Photo of Christian Knoeller

Promoted to Professor
Department of English

knoeller@purdue.edu

Christian Knoeller received a Ph.D. in education in language and literacy from the University of California, Berkeley, a master’s degree in linguistics and an MFA in English and creative writing from the University of Oregon. In addition to his work in English and comparative literature, Knoeller is an affiliated faculty member in American studies. His research interests include Bakhtinian theory in educational research, classroom discourse analysis, teaching literature in conjunction with creative writing, and why, historically, English teachers have been encouraged to write.

A member of the Purdue faculty since 1999, Knoeller offers courses on pedagogical approaches for teaching writing and literature at middle and secondary school levels. He has taught high school and college English throughout the country and has been involved in extensive school district curriculum development projects.

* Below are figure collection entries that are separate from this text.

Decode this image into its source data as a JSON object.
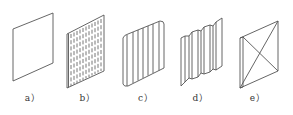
{
  "figure": {
    "panels": [
      {
        "id": "a",
        "label": "a）",
        "type": "flat-panel"
      },
      {
        "id": "b",
        "label": "b）",
        "type": "perforated-panel"
      },
      {
        "id": "c",
        "label": "c）",
        "type": "corrugated-panel"
      },
      {
        "id": "d",
        "label": "d）",
        "type": "trapezoidal-corrugated-panel"
      },
      {
        "id": "e",
        "label": "e）",
        "type": "cross-braced-panel"
      }
    ],
    "colors": {
      "stroke": "#555555",
      "background": "#ffffff"
    }
  }
}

Knoeller has published book chapters and articles on both critical and pedagogical topics. His current scholarly work focuses on environmental and Native American literature, including his most recent book, Reading Environmental History: Ecological Memory in the Wake of Landscape Change (University of Nevada, 2017). His research on teaching appears in Literacy Instruction for Culturally Diverse Students, and in his book, Voicing Ourselves: Whose Words We Use When We Talk About Books (State University of New York Press, 1998). His first collection of poems, Completing the Circle (Buttonwood, 2000), was awarded the Millennium Prize by Buttonwood Press.

Knoeller has received both the Midwestern Heritage Prize for Literary Criticism (2007) and the Gwendolyn Brooks Prize for Poetry (2011) from the Society for the Study of Midwestern Literature, and he is a past president of the organization.